Olivia Harrison in the Los Angeles Review of Books:
Israel's recent military assault on Gaza serves as a reminder of the continuing urgency of the Palestinian question, which has been a topic of worldwide debate since the June 1967 war and returns to the center stage of global politics whenever Palestinian or Israeli blood is spilt. Something has changed in recent years, however, particularly after conflicts so disproportionate (the 2006 Israeli invasion of Southern Lebanon, the 2008-2009 Gaza war) that it becomes difficult to speak of two “sides” in a conflict involving a military force, on the one hand, and a majority of unarmed civilians on the other.
But the increasingly uneven balance of forces is not the only thing that has tipped the scales in favor of the Palestinian people (if not their leadership) at dinner tables across the world. Palestinian civil society has also made itself heard more forcefully, particularly through non-violent protest actions (represented in films such Bil’in My Love and 5 Broken Cameras) and the 2005 West Bank-based call for an international campaign ofBoycott, Divestment and Sanctions (BDS) against Israel. Modeled after the South African boycott campaigns, the BDS movement has received wide support from luminaries including Desmond Tutu, Nelson Mandela, Angela Davis, and Alice Walker. It has also garnered the support (sometimes partial or qualified) of an increasing number of Jewish activists against Israeli state violence, including groups such as Jewish Voice for Peace or intellectuals such as Judith Butler and Naomi Klein. The growing legitimacy of the BDS movement is a symptom of the changing fortunes of the Palestinian question. It also reveals the extent to which it has become a Jewish question.
More than 60 years ago, a similar evolution in public opinion occurred at another historical juncture.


#### [TASK GOAL]
Without pictures, return the lines from the one containing "Frame 'man' in a box." through the last line of the data below, exactly.

------ INFORMATION SUPPLIED ------

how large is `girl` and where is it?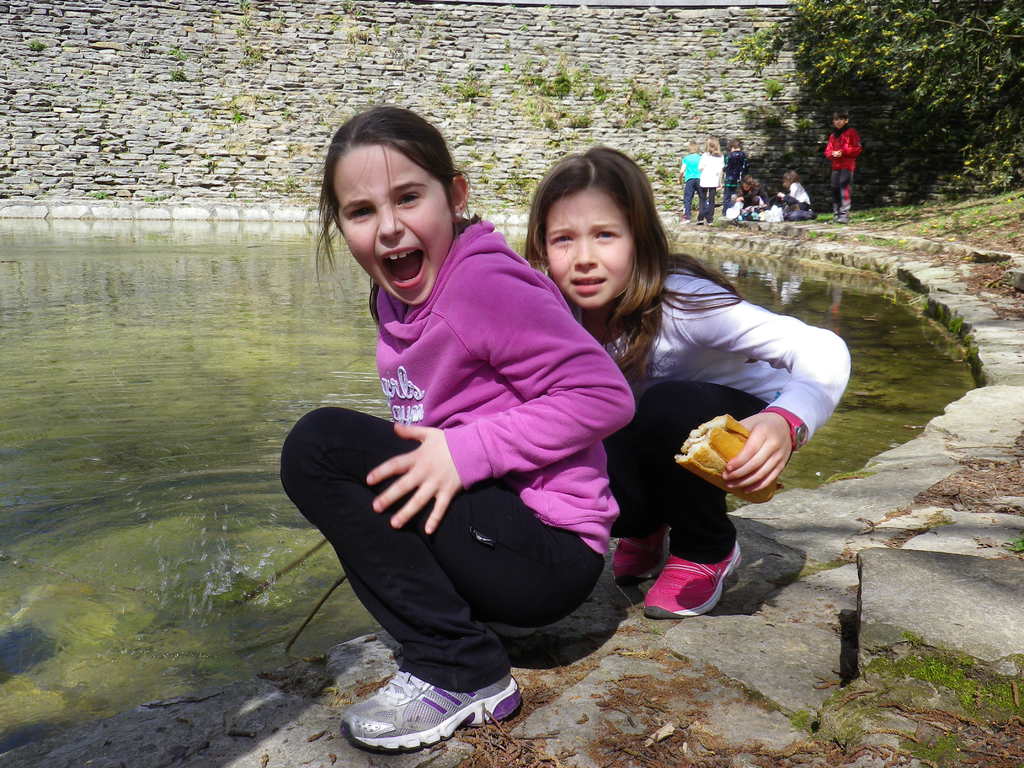
Bounding box: {"left": 522, "top": 148, "right": 846, "bottom": 618}.
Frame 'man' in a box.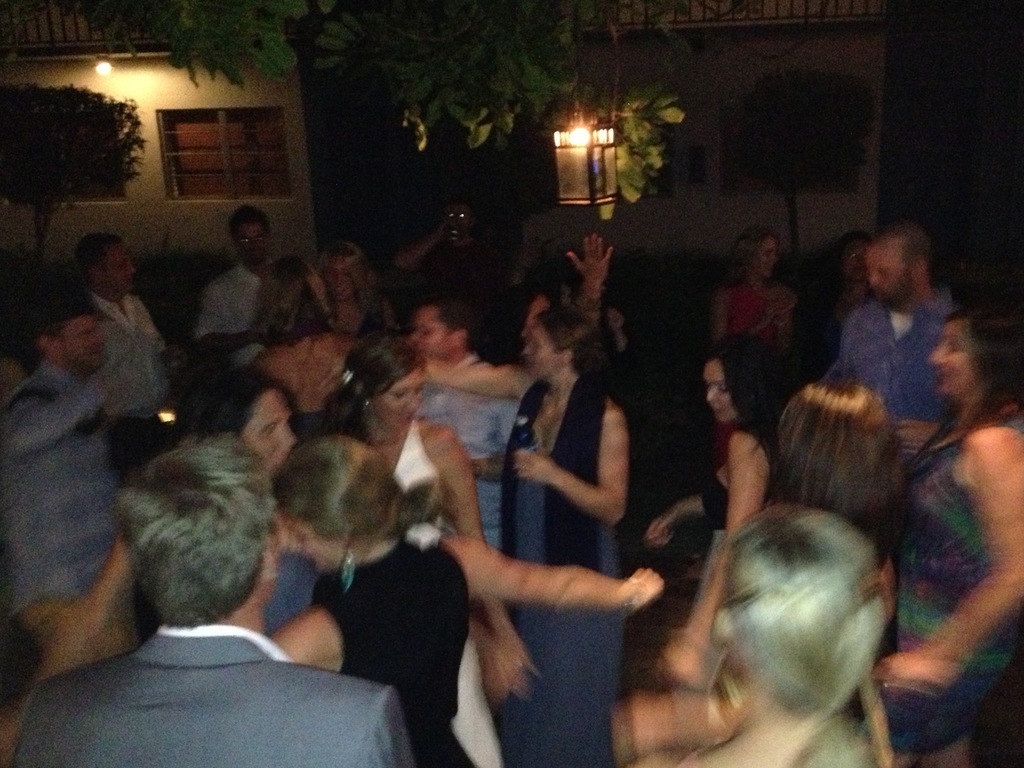
191:203:293:387.
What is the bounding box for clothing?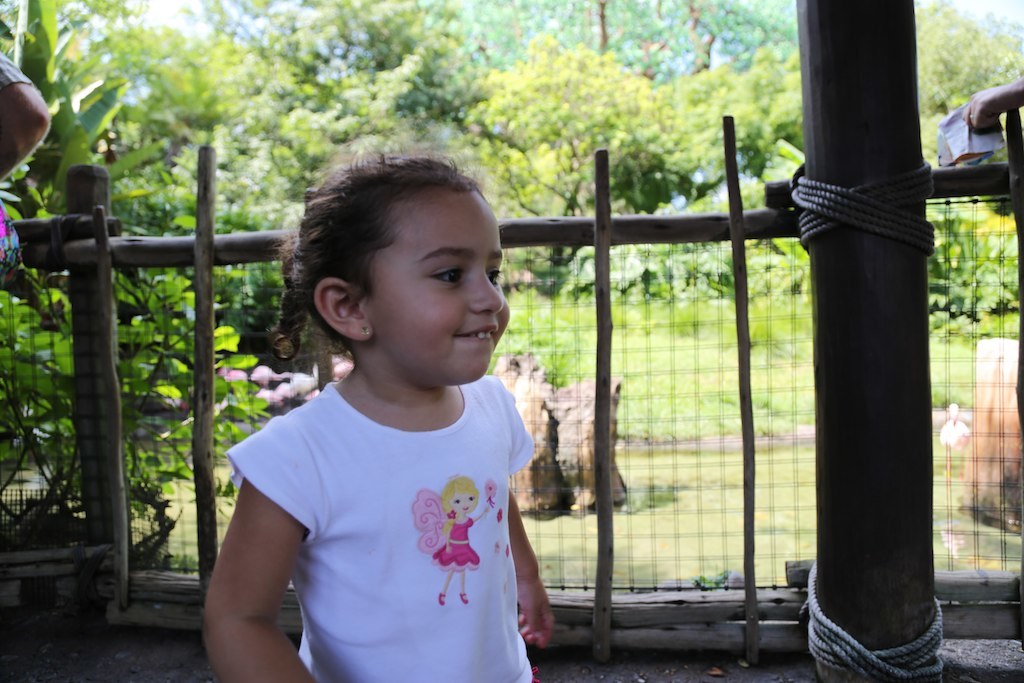
Rect(225, 322, 554, 665).
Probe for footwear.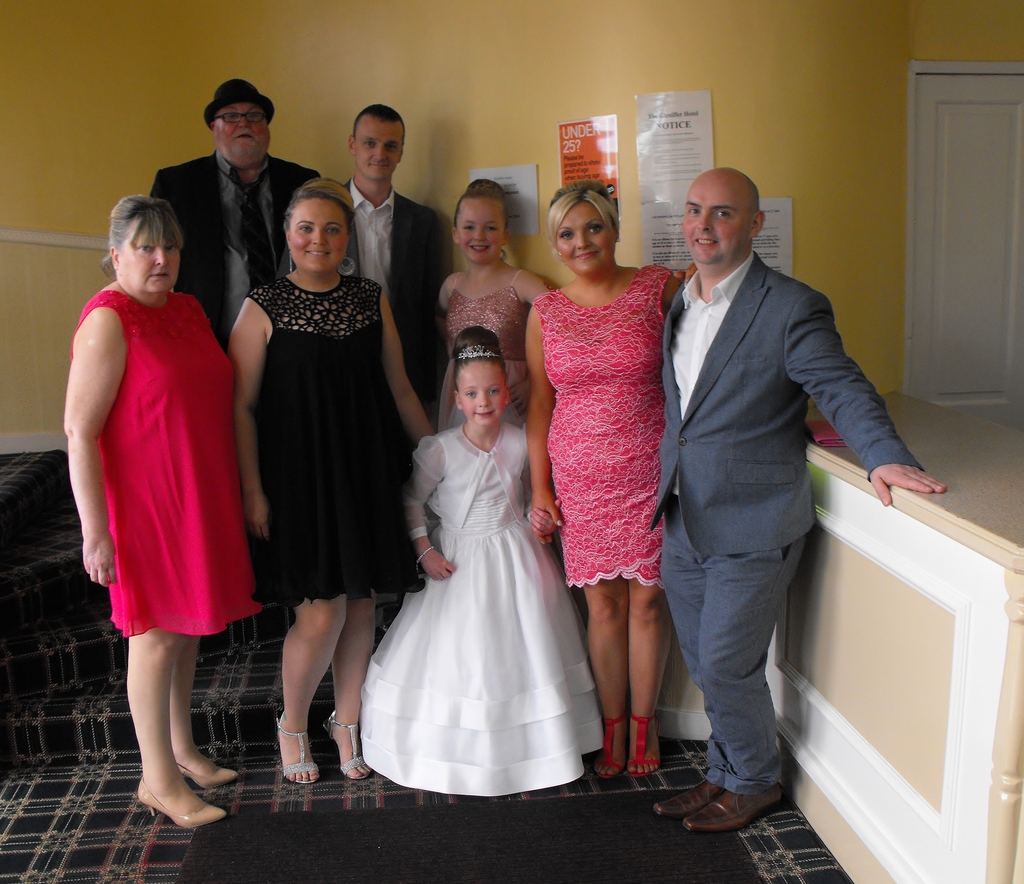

------

#### [EXPECTED OUTPUT]
Frame 'man' in a box.
191:203:293:387.
What is the bounding box for clothing?
Rect(225, 322, 554, 665).
Probe for footwear.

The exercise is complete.